By now, it is well known that The Catholic Church’s objects to the Department of Health and Human Services’ requirement that faith-based employers provide insurance coverage for contraceptive services (even though a majority of Catholics support birth control being included in health care plans). Likewise, it is well known that The Catholic Church has petitioned the government for an exemption to this requirement.
What many people may not have realized is that such an exemption would actually allow The Catholic Church to effectively fine its employees (vis withholding money for health care coverage) for disobeying Catholic dogma (in the privacy of their own homes), regardless of the employee’s religious identity.
In effect, the Catholic Church is petitioning the government to enable it to use financial coercion, in the form of bribes or extortion, to impose dogma upon its employees.
Many conservatives, such as House Speaker John Boehner, have decried this requirement as an attack on religious freedom. He himself has publicly said:
If the president does not reverse the Department’s attack on religious freedom, then the Congress, acting on behalf of the American people and the Constitution we are sworn to uphold and defend, will”.
This begs the question: why is it “religious freedom” for the Catholic Church to impose its dogma on its employees, but not religious freedom for employees of The Catholic Church to not have dogma imposed on them?
This seemingly hypocritical dichotomy plays out in a lot of areas of conservative social policy.

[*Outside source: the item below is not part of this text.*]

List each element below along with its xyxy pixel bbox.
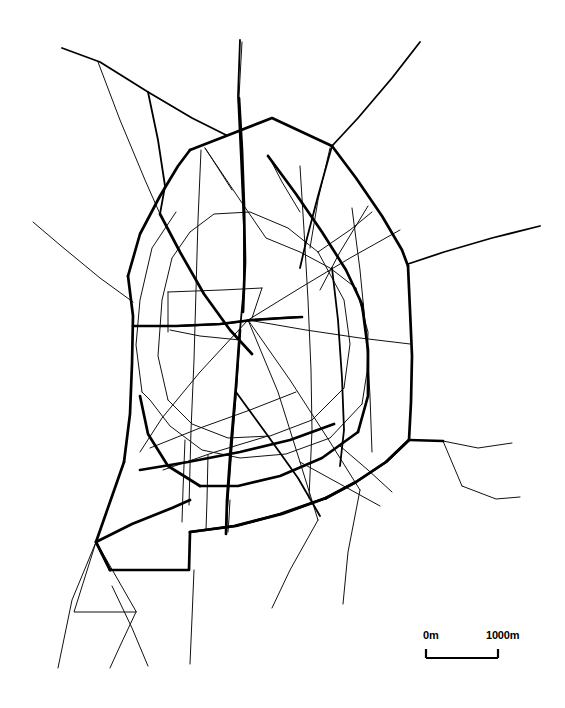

On issues such as abortion, gay rights, prayer in school, and public displays of religious iconography/sloganry, conservatives seem to like it when Big Government defends freedom of religious imposition, but hate it when Big Government defends freedom from religious imposition.
If John Boehner insists that congress, “acting on behalf of the American people and the Constitution we are sworn to uphold and defend” will reverse attacks on religious freedom, then when will it reverse the Defense of Marriage Act, which attacks the Unitarian Universalist Church’s religious freedom to legally marry the couples they choose?